To achieve this, I need a way to support these two different phases of notes:
* The first phase is "get-it-down."
* The second phase is "refine."
The "get-it-down" phase needs to be fast. It's important for me that I don't need to think about where to write. The "refine" phase is where you can delete, organize, edit, and build off of what you've written. It should also be fast.
I always had to use two tools to satisfy these needs. I needed one place where I could write fast/loose, and one place that's more organized and structured. This resulted in me writing to the "organized" knowledge base less. So I was less likely to get the most out of the things I was learning.
That's why I built bytebase.io.
With Bytebase, you jot things down into a temporary space called "No Man's Land." Then you organize your notes using keyboard shortcuts. If you want to check out our closed beta, email me at cara@bytebase.io. Would love any feedback.
The other category, which is quite under-served in my biased[1] opinion, is the Knowledge Base that grows automatically and is maintained for you.
You learn by spend time on various different articles, some of them you upvote on Hacker News. You do a number of such things all day everyday. Wouldn't it be great if a tool compiled all that information automatically, "your history" if you will, and made it easily available to you? That's https://histre.com/
[1] biased because I'm solving this problem by building Histre.
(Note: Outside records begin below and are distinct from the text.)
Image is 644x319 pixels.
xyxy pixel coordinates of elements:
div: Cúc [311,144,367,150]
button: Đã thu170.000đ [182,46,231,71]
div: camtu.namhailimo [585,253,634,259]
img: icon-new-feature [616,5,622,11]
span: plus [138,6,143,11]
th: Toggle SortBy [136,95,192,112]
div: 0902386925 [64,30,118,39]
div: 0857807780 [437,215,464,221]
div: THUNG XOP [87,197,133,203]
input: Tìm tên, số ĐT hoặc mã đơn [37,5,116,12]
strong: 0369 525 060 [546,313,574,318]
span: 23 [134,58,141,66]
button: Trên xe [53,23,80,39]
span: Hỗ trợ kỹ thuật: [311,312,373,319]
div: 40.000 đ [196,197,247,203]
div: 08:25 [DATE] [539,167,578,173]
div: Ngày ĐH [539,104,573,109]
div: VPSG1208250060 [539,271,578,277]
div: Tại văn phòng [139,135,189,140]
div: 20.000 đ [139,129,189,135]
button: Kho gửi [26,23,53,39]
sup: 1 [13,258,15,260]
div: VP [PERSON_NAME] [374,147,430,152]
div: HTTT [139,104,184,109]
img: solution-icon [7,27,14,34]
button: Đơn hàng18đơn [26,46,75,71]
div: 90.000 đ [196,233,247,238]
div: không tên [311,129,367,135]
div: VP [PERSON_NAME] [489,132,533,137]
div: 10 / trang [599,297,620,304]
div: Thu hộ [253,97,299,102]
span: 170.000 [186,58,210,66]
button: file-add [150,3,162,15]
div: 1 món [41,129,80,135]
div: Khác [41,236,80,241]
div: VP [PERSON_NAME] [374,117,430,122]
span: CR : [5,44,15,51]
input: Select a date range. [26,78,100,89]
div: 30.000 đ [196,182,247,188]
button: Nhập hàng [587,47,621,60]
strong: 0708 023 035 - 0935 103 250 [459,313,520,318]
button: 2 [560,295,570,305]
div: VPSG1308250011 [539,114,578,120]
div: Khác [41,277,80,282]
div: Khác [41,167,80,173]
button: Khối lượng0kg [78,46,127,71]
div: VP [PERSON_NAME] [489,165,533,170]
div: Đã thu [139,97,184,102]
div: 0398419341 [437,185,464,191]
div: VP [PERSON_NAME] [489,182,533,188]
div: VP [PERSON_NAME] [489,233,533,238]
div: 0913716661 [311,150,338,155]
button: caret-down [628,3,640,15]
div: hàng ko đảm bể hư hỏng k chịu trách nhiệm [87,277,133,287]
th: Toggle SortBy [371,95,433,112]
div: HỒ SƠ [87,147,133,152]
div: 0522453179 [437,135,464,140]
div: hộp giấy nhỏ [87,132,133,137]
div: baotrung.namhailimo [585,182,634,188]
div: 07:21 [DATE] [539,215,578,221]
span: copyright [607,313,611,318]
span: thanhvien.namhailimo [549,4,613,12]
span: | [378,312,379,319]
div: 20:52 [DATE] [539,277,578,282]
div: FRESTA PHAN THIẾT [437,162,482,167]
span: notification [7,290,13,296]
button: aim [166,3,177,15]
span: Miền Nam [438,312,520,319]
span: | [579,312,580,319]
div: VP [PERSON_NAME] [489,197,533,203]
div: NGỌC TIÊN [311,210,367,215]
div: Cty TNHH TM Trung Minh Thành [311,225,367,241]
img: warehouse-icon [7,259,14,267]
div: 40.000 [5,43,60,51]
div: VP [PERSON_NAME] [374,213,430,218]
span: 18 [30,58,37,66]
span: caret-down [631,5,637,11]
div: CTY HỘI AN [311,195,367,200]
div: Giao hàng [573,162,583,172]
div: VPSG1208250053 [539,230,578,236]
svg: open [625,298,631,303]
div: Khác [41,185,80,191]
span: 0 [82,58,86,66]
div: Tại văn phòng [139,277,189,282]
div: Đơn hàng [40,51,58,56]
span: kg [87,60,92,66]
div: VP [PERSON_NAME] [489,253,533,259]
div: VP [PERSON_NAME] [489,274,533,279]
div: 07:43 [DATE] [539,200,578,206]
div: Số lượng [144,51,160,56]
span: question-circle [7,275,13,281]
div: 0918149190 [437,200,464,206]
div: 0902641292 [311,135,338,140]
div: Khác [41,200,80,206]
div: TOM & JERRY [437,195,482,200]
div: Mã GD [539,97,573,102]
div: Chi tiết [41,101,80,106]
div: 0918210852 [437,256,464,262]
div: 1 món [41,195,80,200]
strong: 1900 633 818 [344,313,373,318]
https://github.com/senorprogrammer/til
I spend most of my day in the command line, so having a fast, simple way to capture things is the goal.
I made the conscious decision to optimize for ease of use, so that the friction/effort to write something down is minimized.
At the same time, I also made a decision to not to adopt any organization system -- anything that increases the friction of use is eschewed. Search was all I needed. I've been using this system for the past 5 years or so, and it's been very productive.
To extract ideas from it, I routinely re-read stuff (it's in log format, so it's very easy to read) and use the Fieldstone approach (Weinberg) to coalesce similar and interesting thoughts and rewrite into larger thoughts. I've gotten a lot of actionable ideas this way (that I actually go on to execute on).
So it's a system optimized for postprocessing rather than pre-processing. I find that pre-processing systems are unsustainable over the long term unless you're exceptionally disciplined. I try to build systems that don't rely on sustained human discipline.
I can do a ctrl + f for "_git_" and get to my git section straight away.
_git_
- git checkout $deleting_commit^ -- $deleted_file
- git checkout develop .circleci/scripts/feature_branch_deploy.sh
- git clean -f
- git reset HEAD~
But, I do get good ideas to explore further when I am learning something new. Once I finish learning, such ideas don’t come back to me again. So, I use Mindmap to record such ideas and references to the material, I was learning from, when the idea came. These ideas become the basis for the projects that I pursue to further solidify the learnt material or a side project or a hobby project etc.
Hierarchical structure of notes, which are either plain text or rich text. Supports unicode. Can store notes "one file per node" or "the entire structure in one file". Works on Windows and Linux. Is free and open source. There are no magic characters, so you can copy-paste code without further editing. (This is the part that I dislike about most alternatives; the need to add backslashes before dozens of characters whenever you make notes containing code.) Supports encryption.
How to organize the nodes? I'd say, adaptively... start with one huge file for everything, and optionally separate the parts that grow too large. Or by access rights, e.g. "this needs to be encrypted" or "this I also want to use at work, but this is private". Refactoring is simple.
Right now I have two files I use at home: "Everything" and "Private" (password-protected). One file called "Computer science", which is shared between my private and company computer. And one file I only use on the company computer, containing company-related stuff, including the projects I work on. (For example, "how to do X in project Y" would go to the company file, but general "how to do X in language Z" would go to the shared file.)
I built a portfolio / blog with Jekyll + github pages and write notes with markdown. Free was important at the start as I didn't know if I was going to keep using it.
I'd show but funnily enough I'm moving the hosting right now from Github Pages to Google Firebase so the page is down.
If I had today's technology back when I started, I would probably digitally record it with something like an Apple pencil etc. If it was all OCR'ed I would print it with an index in book form.